It was around the time she began undergoing intense treatment for her eating disorder that senior Anna Poss said she realized she never wanted anyone else to go through what she was going through. After the physical symptoms started to wear on her, she said that she couldn’t live the way she was living anymore.
“I didn’t feel that I was sick even though I really was,” she said. “I had to hit rock bottom for that to happen.”
Now, for the second year in a row, Poss is chairing this week’s Eating Disorder Awareness Week, a series of events that reach out to those who suffer from eating disorders as well as those who suffer from poor body image.
For the last two years, Poss took part in one of the week’s more popular events, the survival panel, which features Saint Louis University students who share their stories of treatment and recovery.
“Eating disorders affect all of us,” she said. “It’s a lot more common than people know.”
Poss added that she has been approached by people suffering from eating disorders who sought treatment after attending a past EDAW event.
“We know that we’re making a difference on the SLU campus,” she said.
Poss said that eating disorders on a college campus are “very common. The college lifestyle can be very unhealthy.”
Claudia Charles, a therapist at Student Health and Counseling Services who deals with patients suffering from eating disorders, agreed that eating disorders are “definitely something we’re dealing with.” Typically, patients are women, but Charles said affected men are on the rise.
Due to efforts to heighten awareness, “people are more willing to start getting help,” she said. To handle such cases, SLU has therapists and a dietician who can make referrals in some cases.
She said most patients “usually have already been struggling with it at high school” and cited the media as a troublesome trigger, a point that was expanded on during this week’s EDAW events.
Paaige Turner, a professor in the department of communication, will deliver a multimedia address on the media’s effect on self-esteem and body image today at 7 p.m. in DuBourg Room 157.
Turner and Colleen McEntee, who earned her Master’s in communication at SLU, will illustrate the unattainable perfection of airbrushing during the presentation. Turner said tools like airbrushing advocate the worship of an unattainable goal.
“They’re not even real. You have no hope of being that body,” she said.
Actresses like Kate Winslet or Jessica Simpson illustrate the media’s skewed view of acceptable body types, Turner said.
She added that actresses labeled as thin realistically fall into the anorexic category, while normally thin women are called “curvy” and women of average weight are described as “overweight.”
“There’s only one perfect body type . it’s the anorexic body,” Turner said, comparing photos of an acceptably thin Jessica Simpson with the body of an anorexic woman.
Turner said that she meets at least one woman who suffers from bulimia every semester, calling it “much more of a hidden disorder” because “you see them eat.”
Turner said that she believes the issue of eating disorders is indicative of a broader social issue, noting that people can have an “unhealthy relationship” with food, while not classified as an eating disorder, is destructive. She cited her own unhealthy relationship with food in her youth.
“I remember in college giving someone my meal card so I couldn’t eat,” she said.
“[A woman might think], ‘I don’t have an eating disorder because I’m not throwing up, I’m still menstruating, I have enough body fat to function.’ . That leaves them not recognizing that they still have an unhealthy relationship with food and their bodies,” she said.
Kat Patke contributed to this article.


▶ _TASK OBJECTIVE_: Transcribe every line of the records verbatim.

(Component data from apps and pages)

↓↓↓

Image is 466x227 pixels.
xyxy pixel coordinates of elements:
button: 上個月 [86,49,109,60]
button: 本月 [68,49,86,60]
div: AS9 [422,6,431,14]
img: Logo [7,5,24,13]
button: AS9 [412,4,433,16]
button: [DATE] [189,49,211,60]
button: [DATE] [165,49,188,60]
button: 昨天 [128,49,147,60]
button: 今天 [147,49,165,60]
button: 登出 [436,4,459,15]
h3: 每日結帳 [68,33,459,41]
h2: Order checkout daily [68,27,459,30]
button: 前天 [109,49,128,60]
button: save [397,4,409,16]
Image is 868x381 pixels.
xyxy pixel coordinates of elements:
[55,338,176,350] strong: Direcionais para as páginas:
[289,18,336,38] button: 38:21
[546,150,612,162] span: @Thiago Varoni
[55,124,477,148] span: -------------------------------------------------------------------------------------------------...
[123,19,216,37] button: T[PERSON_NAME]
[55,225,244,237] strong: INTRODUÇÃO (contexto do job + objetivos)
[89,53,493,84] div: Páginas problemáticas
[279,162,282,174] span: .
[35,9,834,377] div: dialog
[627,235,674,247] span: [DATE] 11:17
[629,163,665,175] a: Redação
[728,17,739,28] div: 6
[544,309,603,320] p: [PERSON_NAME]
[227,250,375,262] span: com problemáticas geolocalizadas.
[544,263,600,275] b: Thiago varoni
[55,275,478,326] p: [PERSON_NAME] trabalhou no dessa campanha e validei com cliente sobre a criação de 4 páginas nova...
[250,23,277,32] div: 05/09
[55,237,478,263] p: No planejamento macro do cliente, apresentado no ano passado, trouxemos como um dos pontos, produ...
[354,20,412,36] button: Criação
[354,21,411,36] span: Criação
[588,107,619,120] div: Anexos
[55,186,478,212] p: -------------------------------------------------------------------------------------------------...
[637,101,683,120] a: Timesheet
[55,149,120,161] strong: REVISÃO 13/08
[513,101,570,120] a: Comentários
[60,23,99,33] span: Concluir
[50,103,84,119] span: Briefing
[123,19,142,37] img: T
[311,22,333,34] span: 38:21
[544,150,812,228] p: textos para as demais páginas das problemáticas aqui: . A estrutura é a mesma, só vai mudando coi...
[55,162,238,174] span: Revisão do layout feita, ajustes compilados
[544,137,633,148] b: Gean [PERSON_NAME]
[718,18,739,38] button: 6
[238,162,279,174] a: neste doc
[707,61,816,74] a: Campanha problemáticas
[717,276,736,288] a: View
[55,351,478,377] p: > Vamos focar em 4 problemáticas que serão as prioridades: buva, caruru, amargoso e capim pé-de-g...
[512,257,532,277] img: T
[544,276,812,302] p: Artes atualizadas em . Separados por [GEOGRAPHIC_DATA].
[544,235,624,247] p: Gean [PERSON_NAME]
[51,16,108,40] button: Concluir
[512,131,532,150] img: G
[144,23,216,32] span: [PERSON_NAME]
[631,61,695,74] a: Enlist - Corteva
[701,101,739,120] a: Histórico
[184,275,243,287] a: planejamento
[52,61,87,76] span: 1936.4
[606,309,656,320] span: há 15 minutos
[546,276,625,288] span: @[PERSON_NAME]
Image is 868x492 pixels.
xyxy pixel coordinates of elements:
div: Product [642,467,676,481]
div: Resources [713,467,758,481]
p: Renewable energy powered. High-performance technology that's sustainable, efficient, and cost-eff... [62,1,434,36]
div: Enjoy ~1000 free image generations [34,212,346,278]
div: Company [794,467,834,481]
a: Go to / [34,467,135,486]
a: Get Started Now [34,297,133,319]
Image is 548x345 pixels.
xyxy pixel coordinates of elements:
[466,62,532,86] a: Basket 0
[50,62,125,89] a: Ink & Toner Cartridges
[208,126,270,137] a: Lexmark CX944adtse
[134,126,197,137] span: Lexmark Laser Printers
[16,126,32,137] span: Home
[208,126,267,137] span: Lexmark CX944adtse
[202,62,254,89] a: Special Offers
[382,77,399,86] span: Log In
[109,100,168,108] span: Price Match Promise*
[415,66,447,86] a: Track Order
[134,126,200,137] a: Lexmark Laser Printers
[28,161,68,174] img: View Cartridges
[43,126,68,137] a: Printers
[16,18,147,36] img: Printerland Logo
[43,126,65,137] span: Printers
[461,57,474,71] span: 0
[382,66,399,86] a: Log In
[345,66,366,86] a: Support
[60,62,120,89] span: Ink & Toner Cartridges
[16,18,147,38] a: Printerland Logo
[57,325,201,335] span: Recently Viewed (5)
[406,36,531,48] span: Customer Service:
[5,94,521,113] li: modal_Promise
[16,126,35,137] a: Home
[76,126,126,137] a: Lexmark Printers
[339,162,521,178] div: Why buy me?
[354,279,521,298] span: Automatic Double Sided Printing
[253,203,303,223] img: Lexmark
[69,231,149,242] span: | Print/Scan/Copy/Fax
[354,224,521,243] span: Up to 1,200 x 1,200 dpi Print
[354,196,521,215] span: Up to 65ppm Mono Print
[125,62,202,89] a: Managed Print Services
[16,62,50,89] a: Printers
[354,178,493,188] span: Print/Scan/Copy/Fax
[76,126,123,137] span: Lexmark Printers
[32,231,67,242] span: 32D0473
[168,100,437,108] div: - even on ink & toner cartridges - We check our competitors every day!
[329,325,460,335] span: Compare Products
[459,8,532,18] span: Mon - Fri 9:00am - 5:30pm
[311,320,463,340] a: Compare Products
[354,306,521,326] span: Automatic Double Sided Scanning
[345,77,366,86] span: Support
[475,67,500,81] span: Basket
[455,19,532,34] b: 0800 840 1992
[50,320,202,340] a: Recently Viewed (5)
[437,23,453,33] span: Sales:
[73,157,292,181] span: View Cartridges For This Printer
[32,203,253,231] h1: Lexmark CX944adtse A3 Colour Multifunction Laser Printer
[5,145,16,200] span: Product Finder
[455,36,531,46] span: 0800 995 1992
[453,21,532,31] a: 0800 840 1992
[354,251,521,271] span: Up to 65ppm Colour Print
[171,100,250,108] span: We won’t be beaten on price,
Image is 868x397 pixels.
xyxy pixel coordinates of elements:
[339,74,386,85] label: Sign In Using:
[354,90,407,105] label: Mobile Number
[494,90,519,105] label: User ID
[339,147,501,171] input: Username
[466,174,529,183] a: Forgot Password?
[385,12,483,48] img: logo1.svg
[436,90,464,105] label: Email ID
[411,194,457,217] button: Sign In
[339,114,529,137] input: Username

↑↑↑

▶ _PROBLEM SOLUTION_:
Image is 466x227 pixels.
xyxy pixel coordinates of elements:
button: 上個月 [86,49,109,60]
button: 本月 [68,49,86,60]
div: AS9 [422,6,431,14]
img: Logo [7,5,24,13]
button: AS9 [412,4,433,16]
button: [DATE] [189,49,211,60]
button: [DATE] [165,49,188,60]
button: 昨天 [128,49,147,60]
button: 今天 [147,49,165,60]
button: 登出 [436,4,459,15]
h3: 每日結帳 [68,33,459,41]
h2: Order checkout daily [68,27,459,30]
button: 前天 [109,49,128,60]
button: save [397,4,409,16]
Image is 868x381 pixels.
xyxy pixel coordinates of elements:
[55,338,176,350] strong: Direcionais para as páginas:
[289,18,336,38] button: 38:21
[546,150,612,162] span: @Thiago Varoni
[55,124,477,148] span: -------------------------------------------------------------------------------------------------...
[123,19,216,37] button: T[PERSON_NAME]
[55,225,244,237] strong: INTRODUÇÃO (contexto do job + objetivos)
[89,53,493,84] div: Páginas problemáticas
[279,162,282,174] span: .
[35,9,834,377] div: dialog
[627,235,674,247] span: [DATE] 11:17
[629,163,665,175] a: Redação
[728,17,739,28] div: 6
[544,309,603,320] p: [PERSON_NAME]
[227,250,375,262] span: com problemáticas geolocalizadas.
[544,263,600,275] b: Thiago varoni
[55,275,478,326] p: [PERSON_NAME] trabalhou no dessa campanha e validei com cliente sobre a criação de 4 páginas nova...
[250,23,277,32] div: 05/09
[55,237,478,263] p: No planejamento macro do cliente, apresentado no ano passado, trouxemos como um dos pontos, produ...
[354,20,412,36] button: Criação
[354,21,411,36] span: Criação
[588,107,619,120] div: Anexos
[55,186,478,212] p: -------------------------------------------------------------------------------------------------...
[637,101,683,120] a: Timesheet
[55,149,120,161] strong: REVISÃO 13/08
[513,101,570,120] a: Comentários
[60,23,99,33] span: Concluir
[50,103,84,119] span: Briefing
[123,19,142,37] img: T
[311,22,333,34] span: 38:21
[544,150,812,228] p: textos para as demais páginas das problemáticas aqui: . A estrutura é a mesma, só vai mudando coi...
[55,162,238,174] span: Revisão do layout feita, ajustes compilados
[544,137,633,148] b: Gean [PERSON_NAME]
[718,18,739,38] button: 6
[238,162,279,174] a: neste doc
[707,61,816,74] a: Campanha problemáticas
[717,276,736,288] a: View
[55,351,478,377] p: > Vamos focar em 4 problemáticas que serão as prioridades: buva, caruru, amargoso e capim pé-de-g...
[512,257,532,277] img: T
[544,276,812,302] p: Artes atualizadas em . Separados por [GEOGRAPHIC_DATA].
[544,235,624,247] p: Gean [PERSON_NAME]
[51,16,108,40] button: Concluir
[512,131,532,150] img: G
[144,23,216,32] span: [PERSON_NAME]
[631,61,695,74] a: Enlist - Corteva
[701,101,739,120] a: Histórico
[184,275,243,287] a: planejamento
[52,61,87,76] span: 1936.4
[606,309,656,320] span: há 15 minutos
[546,276,625,288] span: @[PERSON_NAME]
Image is 868x492 pixels.
xyxy pixel coordinates of elements:
div: Product [642,467,676,481]
div: Resources [713,467,758,481]
p: Renewable energy powered. High-performance technology that's sustainable, efficient, and cost-eff... [62,1,434,36]
div: Enjoy ~1000 free image generations [34,212,346,278]
div: Company [794,467,834,481]
a: Go to / [34,467,135,486]
a: Get Started Now [34,297,133,319]
Image is 548x345 pixels.
xyxy pixel coordinates of elements:
[466,62,532,86] a: Basket 0
[50,62,125,89] a: Ink & Toner Cartridges
[208,126,270,137] a: Lexmark CX944adtse
[134,126,197,137] span: Lexmark Laser Printers
[16,126,32,137] span: Home
[208,126,267,137] span: Lexmark CX944adtse
[202,62,254,89] a: Special Offers
[382,77,399,86] span: Log In
[109,100,168,108] span: Price Match Promise*
[415,66,447,86] a: Track Order
[134,126,200,137] a: Lexmark Laser Printers
[28,161,68,174] img: View Cartridges
[43,126,68,137] a: Printers
[16,18,147,36] img: Printerland Logo
[43,126,65,137] span: Printers
[461,57,474,71] span: 0
[382,66,399,86] a: Log In
[345,66,366,86] a: Support
[60,62,120,89] span: Ink & Toner Cartridges
[16,18,147,38] a: Printerland Logo
[57,325,201,335] span: Recently Viewed (5)
[406,36,531,48] span: Customer Service:
[5,94,521,113] li: modal_Promise
[16,126,35,137] a: Home
[76,126,126,137] a: Lexmark Printers
[339,162,521,178] div: Why buy me?
[354,279,521,298] span: Automatic Double Sided Printing
[253,203,303,223] img: Lexmark
[69,231,149,242] span: | Print/Scan/Copy/Fax
[354,224,521,243] span: Up to 1,200 x 1,200 dpi Print
[354,196,521,215] span: Up to 65ppm Mono Print
[125,62,202,89] a: Managed Print Services
[16,62,50,89] a: Printers
[354,178,493,188] span: Print/Scan/Copy/Fax
[76,126,123,137] span: Lexmark Printers
[32,231,67,242] span: 32D0473
[168,100,437,108] div: - even on ink & toner cartridges - We check our competitors every day!
[329,325,460,335] span: Compare Products
[459,8,532,18] span: Mon - Fri 9:00am - 5:30pm
[311,320,463,340] a: Compare Products
[354,306,521,326] span: Automatic Double Sided Scanning
[345,77,366,86] span: Support
[475,67,500,81] span: Basket
[455,19,532,34] b: 0800 840 1992
[50,320,202,340] a: Recently Viewed (5)
[437,23,453,33] span: Sales:
[73,157,292,181] span: View Cartridges For This Printer
[32,203,253,231] h1: Lexmark CX944adtse A3 Colour Multifunction Laser Printer
[5,145,16,200] span: Product Finder
[455,36,531,46] span: 0800 995 1992
[453,21,532,31] a: 0800 840 1992
[354,251,521,271] span: Up to 65ppm Colour Print
[171,100,250,108] span: We won’t be beaten on price,
Image is 868x397 pixels.
xyxy pixel coordinates of elements:
[339,74,386,85] label: Sign In Using:
[354,90,407,105] label: Mobile Number
[494,90,519,105] label: User ID
[339,147,501,171] input: Username
[466,174,529,183] a: Forgot Password?
[385,12,483,48] img: logo1.svg
[436,90,464,105] label: Email ID
[411,194,457,217] button: Sign In
[339,114,529,137] input: Username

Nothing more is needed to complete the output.